08.07.04
Using Dada’s comment as an opportunity, (to be found in the text I wrote on 5/7/2004), I would like to write the following: I wish I could say the opposite but the women who quit their husbands for the purpose of carrying the can are too many. Those women are destined –in my opinion- to keep their mouth shut and open everything else, simply because their participation in any conversation would presuppose the use of their brain, which they sadly don’t find in place, especially when they need it.
Not all women are like that of course! How can we forget, for instance, the movement of the Suffragettes in the last century in England? They managed to remind us of the fact that we don’t claim rights because we represent a minority but precisely because we believe that the aforementioned term (=minority) often underestimates our human characteristics. First of all we are humans and then everything else.
This is exactly why we, having to think a bit more, believe that it’s necessary to represent ourselves in everything that is of our business, whether this has to do with the measures taken up to ease our mobility in the city or with what kind of clothes we’ll be wearing when we decide to go out.
I enter the store with a companion. I want to buy summer pants and a ‘Hawaiian-flower’ shirt. I look at the saleswoman’s eyes and get ready to say: ‘I’d like a…’. She looks at my companion and says: ‘What would the young man like, what’s his size?’. The answer that comes to my mind is ‘what about the size of your mind, you sicko!’. What are you looking at, you idiot? What do you expect? That I light fireworks until you lower your sluggard-look and address me? I came in your store (where I would come even without help if you had at least one ramp by its entrance). I’m interested in your bloody clothes. I’ll give you my dear money. Isn’t it tragic to have to explain the evident every time? Is it normal to go out for a walk and yet be frustrated with everyone?
Don’t ask me what I would do to all those people if I didn’t have to consider the rules of criminal law. In case I decided to let them live, I’d definitely want to torture them. I’d tie them hand and foot on remote-control wheelchairs, I’d gag them and I’d send them far away. We’re talking about very far here; as far as this figurative suitcase can go every time we decide to refer to such issues.

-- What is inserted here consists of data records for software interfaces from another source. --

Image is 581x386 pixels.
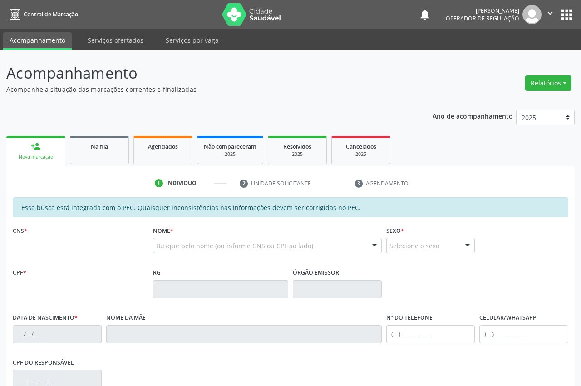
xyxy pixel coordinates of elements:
[81,32,150,48] a: Serviços ofertados
[6,7,78,22] a: Central de Marcação
[6,84,404,94] p: Acompanhe a situação das marcações correntes e finalizadas
[338,151,384,158] div: 2025
[13,311,78,325] label: Data de nascimento
[546,8,556,18] i: 
[159,32,225,48] a: Serviços por vaga
[419,8,432,21] button: notifications
[446,15,520,22] span: Operador de regulação
[346,143,377,150] span: Cancelados
[526,75,572,91] button: Relatórios
[166,179,197,187] div: Indivíduo
[559,7,575,23] button: apps
[24,10,78,18] span: Central de Marcação
[13,266,26,280] label: CPF
[293,266,339,280] label: Órgão emissor
[480,311,537,325] label: Celular/WhatsApp
[13,223,27,238] label: CNS
[155,179,163,187] div: 1
[542,5,559,24] button: 
[283,143,312,150] span: Resolvidos
[523,5,542,24] img: img
[13,325,102,343] input: __/__/____
[275,151,320,158] div: 2025
[13,197,569,217] div: Essa busca está integrada com o PEC. Quaisquer inconsistências nas informações devem ser corrigid...
[3,32,72,50] a: Acompanhamento
[13,356,74,370] label: CPF do responsável
[153,266,161,280] label: RG
[153,223,174,238] label: Nome
[156,241,313,250] span: Busque pelo nome (ou informe CNS ou CPF ao lado)
[480,325,569,343] input: (__) _____-_____
[106,311,146,325] label: Nome da mãe
[446,7,520,15] div: [PERSON_NAME]
[204,143,257,150] span: Não compareceram
[387,223,404,238] label: Sexo
[31,141,41,151] div: person_add
[204,151,257,158] div: 2025
[148,143,178,150] span: Agendados
[433,110,513,121] p: Ano de acompanhamento
[91,143,108,150] span: Na fila
[387,325,476,343] input: (__) _____-_____
[6,62,404,84] p: Acompanhamento
[13,154,59,160] div: Nova marcação
[387,311,433,325] label: Nº do Telefone
[390,241,440,250] span: Selecione o sexo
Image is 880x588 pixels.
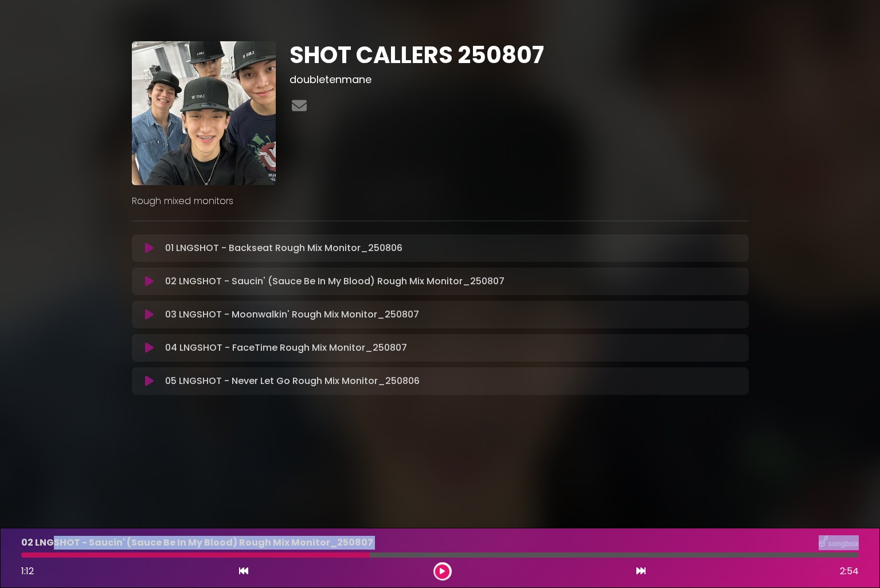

The essence of the problem lies elsewhere: in the state’s arbitrary power of finding solutions for us without us. Is it possible to plan an environment friendly to people with a disability without asking them to participate? Is it possible that the accessibility secured for people with mobility –and even more- problems is determined from able-bodied people who know next to nothing about our needs? The answer is obvious. What I need to underline regarding all this is that we bear most of the responsibility for what happens when we refuse to take part in procedures that deal with us. I refuse that as well many times but at least I have the willingness to give information, to stress issues and to suggest solutions. Even if I do this by virtue of a weblog.